As he had said this, I determined to take him at his word. I had seen enough to excite my curiosity and to stimulate in me a keen desire actually to enter the house. But how could this be arranged?
Everything is possible of accomplishment, I find, if you set about it in the right way. I had obtained from the policeman his private address in Rodney Street, Walworth Road, and, on the following evening, when he was off duty, I looked in to see him.
Rarely have I been more welcomed by anybody than I was by that policeman and his wife, or more hospitably entertained. Plenty of men of about my own social standing would, I know, think me quite mad if I told them I had hobnobbed with “a common policeman.” The club would have been shocked. “My dear fellah,” I can hear them saying, “you really should draw the line somewhere, don’t you know. A gentleman is a gentleman, and a policeman is – well, is a policeman – eh, what? He may be an exceedingly good and honest fellah, and all that sort of thing, don’t you know, but, after all, we must keep to people in our own station of life, or we shall be dining with each other’s valets next, and one’s friend’s butler will be asking one to lunch with him at his club. I’m cosmopolitan myself, up to a point, but really one must keep the classes distinct, we must keep ourselves aloof from the common people, or where will it end, don’t you know? As I say, a gentleman is a gentleman, and a man who isn’t a gentleman, well, he isn’t a gentleman – you can’t get away from that.”

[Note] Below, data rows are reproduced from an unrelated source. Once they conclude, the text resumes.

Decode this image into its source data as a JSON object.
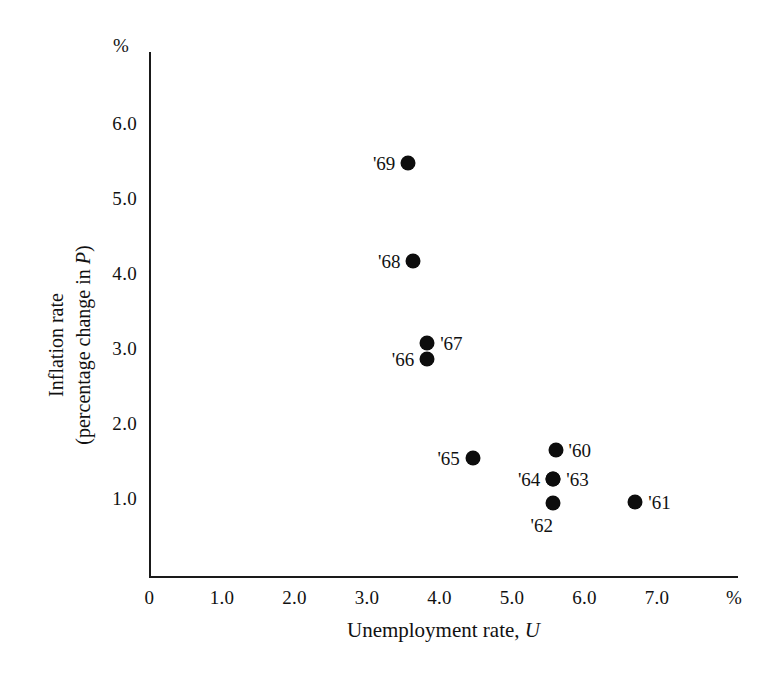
{
  "chart_data": {
    "type": "scatter",
    "title": "",
    "xlabel": "Unemployment rate, U",
    "xlabel_main": "Unemployment rate,",
    "xlabel_symbol": "U",
    "ylabel_line1": "Inflation rate",
    "ylabel_line2_main": "(percentage change in ",
    "ylabel_line2_symbol": "P",
    "ylabel_line2_end": ")",
    "x_unit": "%",
    "y_unit": "%",
    "xlim": [
      0,
      7.6
    ],
    "ylim": [
      0,
      6.8
    ],
    "xticks": [
      "0",
      "1.0",
      "2.0",
      "3.0",
      "4.0",
      "5.0",
      "6.0",
      "7.0"
    ],
    "xtick_values": [
      0,
      1,
      2,
      3,
      4,
      5,
      6,
      7
    ],
    "yticks": [
      "1.0",
      "2.0",
      "3.0",
      "4.0",
      "5.0",
      "6.0"
    ],
    "ytick_values": [
      1,
      2,
      3,
      4,
      5,
      6
    ],
    "grid": false,
    "legend": "none",
    "marker_color": "#0d0d0d",
    "axis_color": "#1a1a1a",
    "points": [
      {
        "label": "'69",
        "x": 3.57,
        "y": 5.47,
        "label_side": "left"
      },
      {
        "label": "'68",
        "x": 3.64,
        "y": 4.16,
        "label_side": "left"
      },
      {
        "label": "'67",
        "x": 3.83,
        "y": 3.07,
        "label_side": "right"
      },
      {
        "label": "'66",
        "x": 3.83,
        "y": 2.85,
        "label_side": "left"
      },
      {
        "label": "'65",
        "x": 4.46,
        "y": 1.53,
        "label_side": "left"
      },
      {
        "label": "'60",
        "x": 5.6,
        "y": 1.64,
        "label_side": "right"
      },
      {
        "label": "'63",
        "x": 5.57,
        "y": 1.25,
        "label_side": "right"
      },
      {
        "label": "'64",
        "x": 5.57,
        "y": 1.25,
        "label_side": "left"
      },
      {
        "label": "'62",
        "x": 5.56,
        "y": 0.93,
        "label_side": "below"
      },
      {
        "label": "'61",
        "x": 6.7,
        "y": 0.95,
        "label_side": "right"
      }
    ]
  }
}
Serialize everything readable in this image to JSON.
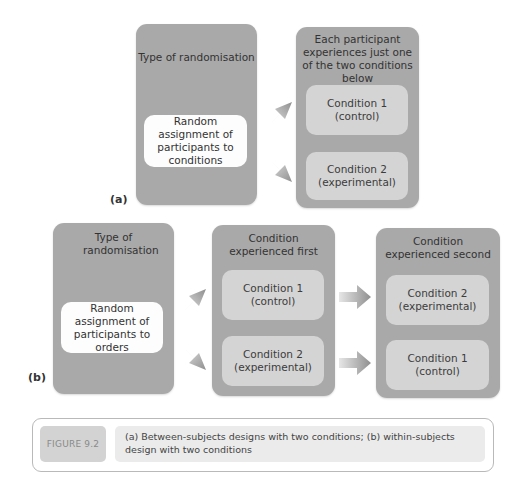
{
  "diagram_a": {
    "label": "(a)",
    "left_panel": {
      "title": "Type of randomisation",
      "box_text": "Random assignment of participants to conditions"
    },
    "right_panel": {
      "title": "Each participant experiences just one of the two conditions below",
      "conditions": [
        {
          "line1": "Condition 1",
          "line2": "(control)"
        },
        {
          "line1": "Condition 2",
          "line2": "(experimental)"
        }
      ]
    }
  },
  "diagram_b": {
    "label": "(b)",
    "left_panel": {
      "title": "Type of randomisation",
      "box_text": "Random assignment of participants to orders"
    },
    "middle_panel": {
      "title": "Condition experienced first",
      "conditions": [
        {
          "line1": "Condition 1",
          "line2": "(control)"
        },
        {
          "line1": "Condition 2",
          "line2": "(experimental)"
        }
      ]
    },
    "right_panel": {
      "title": "Condition experienced second",
      "conditions": [
        {
          "line1": "Condition 2",
          "line2": "(experimental)"
        },
        {
          "line1": "Condition 1",
          "line2": "(control)"
        }
      ]
    }
  },
  "caption": {
    "figure_number": "FIGURE 9.2",
    "text": "(a) Between-subjects designs with two conditions; (b) within-subjects design with two conditions"
  },
  "colors": {
    "panel": "#a9a9a9",
    "inner_grey": "#d4d4d4",
    "inner_white": "#fdfdfd",
    "arrow": "#9a9a9a"
  }
}
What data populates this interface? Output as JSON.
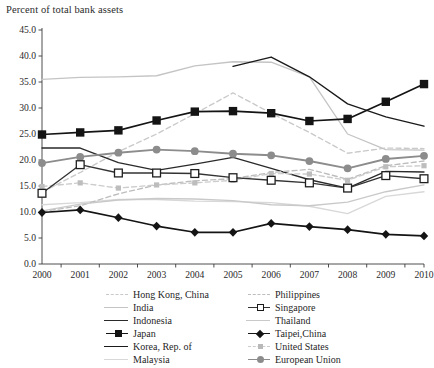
{
  "chart_data": {
    "type": "line",
    "title": "Percent of total bank assets",
    "xlabel": "",
    "ylabel": "Percent of total bank assets",
    "x": [
      2000,
      2001,
      2002,
      2003,
      2004,
      2005,
      2006,
      2007,
      2008,
      2009,
      2010
    ],
    "xtick_labels": [
      "2000",
      "2001",
      "2002",
      "2003",
      "2004",
      "2005",
      "2006",
      "2007",
      "2008",
      "2009",
      "2010"
    ],
    "ytick_labels": [
      "0.0",
      "5.0",
      "10.0",
      "15.0",
      "20.0",
      "25.0",
      "30.0",
      "35.0",
      "40.0",
      "45.0"
    ],
    "yticks": [
      0.0,
      5.0,
      10.0,
      15.0,
      20.0,
      25.0,
      30.0,
      35.0,
      40.0,
      45.0
    ],
    "ylim": [
      0.0,
      45.0
    ],
    "xlim": [
      2000,
      2010
    ],
    "grid": false,
    "legend_position": "bottom",
    "series": [
      {
        "name": "Hong Kong, China",
        "color": "#c9c9c9",
        "style": "dashed",
        "marker": "none",
        "values": [
          13.8,
          17.6,
          21.6,
          25.0,
          28.9,
          32.9,
          29.0,
          25.3,
          21.3,
          22.3,
          22.2
        ]
      },
      {
        "name": "India",
        "color": "#c4c4c4",
        "style": "solid",
        "marker": "none",
        "values": [
          35.5,
          35.9,
          36.0,
          36.2,
          38.1,
          38.9,
          38.8,
          36.0,
          25.0,
          22.0,
          21.9
        ]
      },
      {
        "name": "Indonesia",
        "color": "#2a2a2a",
        "style": "solid",
        "marker": "none",
        "values": [
          22.3,
          22.3,
          19.5,
          18.0,
          19.2,
          20.5,
          18.4,
          16.2,
          14.6,
          17.8,
          17.7
        ]
      },
      {
        "name": "Japan",
        "color": "#141414",
        "style": "solid",
        "marker": "square-filled",
        "values": [
          24.9,
          25.3,
          25.7,
          27.6,
          29.3,
          29.4,
          29.0,
          27.5,
          27.9,
          31.2,
          34.6
        ]
      },
      {
        "name": "Korea, Rep. of",
        "color": "#1a1a1a",
        "style": "solid",
        "marker": "none",
        "values": [
          null,
          null,
          null,
          null,
          null,
          38.0,
          39.8,
          36.0,
          30.8,
          28.3,
          26.5
        ]
      },
      {
        "name": "Malaysia",
        "color": "#d8d8d8",
        "style": "solid",
        "marker": "none",
        "values": [
          11.4,
          11.8,
          12.4,
          12.4,
          12.1,
          12.0,
          11.8,
          11.1,
          9.7,
          13.0,
          13.9
        ]
      },
      {
        "name": "Philippines",
        "color": "#bdbdbd",
        "style": "dashed",
        "marker": "none",
        "values": [
          10.1,
          11.2,
          13.5,
          15.2,
          16.0,
          16.4,
          17.6,
          18.2,
          16.3,
          18.9,
          19.8
        ]
      },
      {
        "name": "Singapore",
        "color": "#333333",
        "style": "solid",
        "marker": "square-open",
        "values": [
          13.6,
          19.1,
          17.5,
          17.5,
          17.4,
          16.6,
          16.1,
          15.6,
          14.6,
          17.0,
          16.4
        ]
      },
      {
        "name": "Thailand",
        "color": "#c9c9c9",
        "style": "solid",
        "marker": "none",
        "values": [
          10.2,
          11.5,
          12.3,
          12.6,
          12.5,
          12.2,
          11.4,
          11.2,
          11.9,
          13.9,
          15.2
        ]
      },
      {
        "name": "Taipei,China",
        "color": "#141414",
        "style": "solid",
        "marker": "diamond",
        "values": [
          9.9,
          10.4,
          8.9,
          7.3,
          6.1,
          6.1,
          7.8,
          7.2,
          6.6,
          5.7,
          5.4
        ]
      },
      {
        "name": "United States",
        "color": "#cccccc",
        "style": "dashed",
        "marker": "tiny-square",
        "values": [
          14.9,
          15.6,
          14.6,
          15.2,
          15.6,
          16.1,
          17.4,
          17.3,
          16.1,
          18.7,
          18.9
        ]
      },
      {
        "name": "European Union",
        "color": "#8c8c8c",
        "style": "solid",
        "marker": "circle",
        "values": [
          19.4,
          20.6,
          21.4,
          22.0,
          21.7,
          21.2,
          20.9,
          19.8,
          18.4,
          20.2,
          20.8
        ]
      }
    ]
  },
  "legend": {
    "left_column": [
      {
        "label": "Hong Kong, China",
        "series": "Hong Kong, China"
      },
      {
        "label": "India",
        "series": "India"
      },
      {
        "label": "Indonesia",
        "series": "Indonesia"
      },
      {
        "label": "Japan",
        "series": "Japan"
      },
      {
        "label": "Korea, Rep. of",
        "series": "Korea, Rep. of"
      },
      {
        "label": "Malaysia",
        "series": "Malaysia"
      }
    ],
    "right_column": [
      {
        "label": "Philippines",
        "series": "Philippines"
      },
      {
        "label": "Singapore",
        "series": "Singapore"
      },
      {
        "label": "Thailand",
        "series": "Thailand"
      },
      {
        "label": "Taipei,China",
        "series": "Taipei,China"
      },
      {
        "label": "United States",
        "series": "United States"
      },
      {
        "label": "European Union",
        "series": "European Union"
      }
    ]
  },
  "axes": {
    "plot_left": 42,
    "plot_right": 424,
    "plot_top": 30,
    "plot_bottom": 264
  }
}
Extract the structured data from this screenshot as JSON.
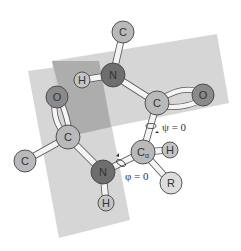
{
  "diagram": {
    "planes": [
      {
        "id": "plane-right",
        "color": "#c8c8c8"
      },
      {
        "id": "plane-left",
        "color": "#c8c8c8"
      },
      {
        "id": "plane-overlap",
        "color": "#a8a8a8"
      }
    ],
    "atoms": [
      {
        "id": "c-top",
        "label": "C",
        "x": 123,
        "y": 32,
        "r": 11,
        "fill": "#b9b9b9"
      },
      {
        "id": "n-top",
        "label": "N",
        "x": 113,
        "y": 75,
        "r": 12,
        "fill": "#6e6e6e"
      },
      {
        "id": "h-left",
        "label": "H",
        "x": 82,
        "y": 80,
        "r": 8,
        "fill": "#c4c4c4"
      },
      {
        "id": "c-right",
        "label": "C",
        "x": 157,
        "y": 103,
        "r": 12,
        "fill": "#b9b9b9"
      },
      {
        "id": "o-right",
        "label": "O",
        "x": 203,
        "y": 95,
        "r": 11,
        "fill": "#8a8a8a"
      },
      {
        "id": "o-left",
        "label": "O",
        "x": 57,
        "y": 97,
        "r": 11,
        "fill": "#8a8a8a"
      },
      {
        "id": "c-left",
        "label": "C",
        "x": 68,
        "y": 137,
        "r": 12,
        "fill": "#b9b9b9"
      },
      {
        "id": "c-far-left",
        "label": "C",
        "x": 25,
        "y": 161,
        "r": 11,
        "fill": "#b9b9b9"
      },
      {
        "id": "n-bottom",
        "label": "N",
        "x": 103,
        "y": 172,
        "r": 12,
        "fill": "#6e6e6e"
      },
      {
        "id": "h-bottom",
        "label": "H",
        "x": 106,
        "y": 203,
        "r": 8,
        "fill": "#c4c4c4"
      },
      {
        "id": "c-alpha",
        "label": "C",
        "sub": "α",
        "x": 143,
        "y": 152,
        "r": 12,
        "fill": "#b9b9b9"
      },
      {
        "id": "h-right",
        "label": "H",
        "x": 170,
        "y": 150,
        "r": 8,
        "fill": "#c4c4c4"
      },
      {
        "id": "r-group",
        "label": "R",
        "x": 171,
        "y": 183,
        "r": 11,
        "fill": "#dcdcdc"
      }
    ],
    "annotations": {
      "psi": "ψ = 0",
      "phi": "φ = 0"
    }
  }
}
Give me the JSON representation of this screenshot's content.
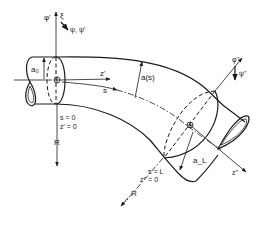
{
  "figure": {
    "colors": {
      "line": "#1a1a1a",
      "background": "#ffffff"
    }
  },
  "labels": {
    "inlet": {
      "phi_prime": "φ'",
      "xi": "ξ",
      "psi_psi_prime": "ψ, ψ'",
      "a0": "a₀",
      "z_prime": "z'",
      "s": "s",
      "s_eq_0": "s = 0",
      "z_prime_eq_0": "z' = 0",
      "R": "R"
    },
    "middle": {
      "a_s": "a(s)"
    },
    "outlet": {
      "phi_double_prime": "φ''",
      "psi_double_prime": "ψ''",
      "aL": "a_L",
      "z_double_prime": "z''",
      "s_eq_L": "s = L",
      "z_double_prime_eq_0": "z'' = 0",
      "R": "R"
    }
  }
}
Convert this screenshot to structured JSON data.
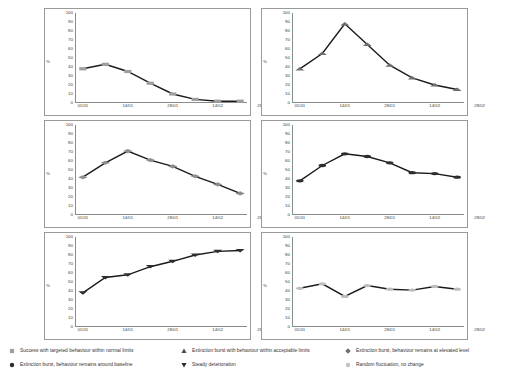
{
  "axes": {
    "y_label": "%",
    "y_ticks": [
      100,
      90,
      80,
      70,
      60,
      50,
      40,
      30,
      20,
      10,
      0
    ],
    "y_min": 0,
    "y_max": 100,
    "x_ticks": [
      "01/01",
      "14/01",
      "28/01",
      "14/02",
      "28/02"
    ]
  },
  "colors": {
    "line": "#1a1a1a",
    "frame": "#9a9a9a",
    "axis": "#8a8a8a",
    "marker_gray": "#9e9e9e",
    "marker_dark": "#2d2d2d",
    "marker_light": "#c9c9c9",
    "text": "#333333"
  },
  "chart_data": [
    {
      "type": "line",
      "name": "success-within-normal-limits",
      "marker": "square",
      "marker_color": "#9e9e9e",
      "title": "",
      "xlabel": "",
      "ylabel": "%",
      "ylim": [
        0,
        100
      ],
      "grid": false,
      "legend": "none",
      "categories": [
        "01/01",
        "07/01",
        "14/01",
        "21/01",
        "28/01",
        "07/02",
        "14/02",
        "21/02",
        "28/02",
        "07/03"
      ],
      "x": [
        0,
        14,
        28,
        42,
        56,
        70,
        84,
        98
      ],
      "xtick_labels": [
        "01/01",
        "14/01",
        "28/01",
        "14/02",
        "28/02"
      ],
      "values": [
        38,
        43,
        35,
        22,
        10,
        4,
        2,
        2
      ]
    },
    {
      "type": "line",
      "name": "extinction-burst-acceptable-limits",
      "marker": "triangle-up",
      "marker_color": "#6e6e6e",
      "title": "",
      "xlabel": "",
      "ylabel": "%",
      "ylim": [
        0,
        100
      ],
      "grid": false,
      "legend": "none",
      "x": [
        0,
        14,
        28,
        42,
        56,
        70,
        84,
        98
      ],
      "xtick_labels": [
        "01/01",
        "14/01",
        "28/01",
        "14/02",
        "28/02"
      ],
      "values": [
        38,
        55,
        88,
        65,
        42,
        28,
        20,
        15
      ]
    },
    {
      "type": "line",
      "name": "extinction-burst-elevated-level",
      "marker": "diamond",
      "marker_color": "#8d8d8d",
      "title": "",
      "xlabel": "",
      "ylabel": "%",
      "ylim": [
        0,
        100
      ],
      "grid": false,
      "legend": "none",
      "x": [
        0,
        14,
        28,
        42,
        56,
        70,
        84,
        98
      ],
      "xtick_labels": [
        "01/01",
        "14/01",
        "28/01",
        "14/02",
        "28/02"
      ],
      "values": [
        42,
        58,
        71,
        61,
        54,
        43,
        34,
        24
      ]
    },
    {
      "type": "line",
      "name": "extinction-burst-around-baseline",
      "marker": "circle",
      "marker_color": "#2d2d2d",
      "title": "",
      "xlabel": "",
      "ylabel": "%",
      "ylim": [
        0,
        100
      ],
      "grid": false,
      "legend": "none",
      "x": [
        0,
        14,
        28,
        42,
        56,
        70,
        84,
        98
      ],
      "xtick_labels": [
        "01/01",
        "14/01",
        "28/01",
        "14/02",
        "28/02"
      ],
      "values": [
        38,
        55,
        68,
        65,
        58,
        47,
        46,
        42
      ]
    },
    {
      "type": "line",
      "name": "steady-deterioration",
      "marker": "triangle-down",
      "marker_color": "#2d2d2d",
      "title": "",
      "xlabel": "",
      "ylabel": "%",
      "ylim": [
        0,
        100
      ],
      "grid": false,
      "legend": "none",
      "x": [
        0,
        14,
        28,
        42,
        56,
        70,
        84,
        98
      ],
      "xtick_labels": [
        "01/01",
        "14/01",
        "28/01",
        "14/02",
        "28/02"
      ],
      "values": [
        38,
        55,
        58,
        67,
        73,
        80,
        84,
        85
      ]
    },
    {
      "type": "line",
      "name": "random-fluctuation-no-change",
      "marker": "circle-light",
      "marker_color": "#bdbdbd",
      "title": "",
      "xlabel": "",
      "ylabel": "%",
      "ylim": [
        0,
        100
      ],
      "grid": false,
      "legend": "none",
      "x": [
        0,
        14,
        28,
        42,
        56,
        70,
        84,
        98
      ],
      "xtick_labels": [
        "01/01",
        "14/01",
        "28/01",
        "14/02",
        "28/02"
      ],
      "values": [
        43,
        48,
        34,
        46,
        42,
        41,
        45,
        42
      ]
    }
  ],
  "legend": {
    "items": [
      {
        "marker": "square",
        "marker_color": "#9e9e9e",
        "label": "Success with targeted behaviour within normal limits"
      },
      {
        "marker": "triangle-up",
        "marker_color": "#4a4a4a",
        "label": "Extinction burst with behaviour within acceptable limits"
      },
      {
        "marker": "diamond",
        "marker_color": "#6e6e6e",
        "label": "Extinction burst, behaviour remains at elevated level"
      },
      {
        "marker": "circle",
        "marker_color": "#2d2d2d",
        "label": "Extinction burst, behaviour remains around baseline"
      },
      {
        "marker": "triangle-down",
        "marker_color": "#2d2d2d",
        "label": "Steady deterioration"
      },
      {
        "marker": "circle-light",
        "marker_color": "#c2c2c2",
        "label": "Random fluctuation, no change"
      }
    ]
  }
}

To which my only reply would be that, to my knowledge, there are plenty of “gentlemen” who are not gentlemen, and quite a sensible proportion of the men we do self-complacently term “bounders” who are men of high ideals and of great refinement.
During supper, to which he had asked me half-apologetically, the constable entertained me with many good stories, for he had been seventeen years in the Metropolitan Police, and had seen much of life in London during that time. I waited until we had finished supper, and his wife had retired, before submitting for his approval the proposal I had come to make.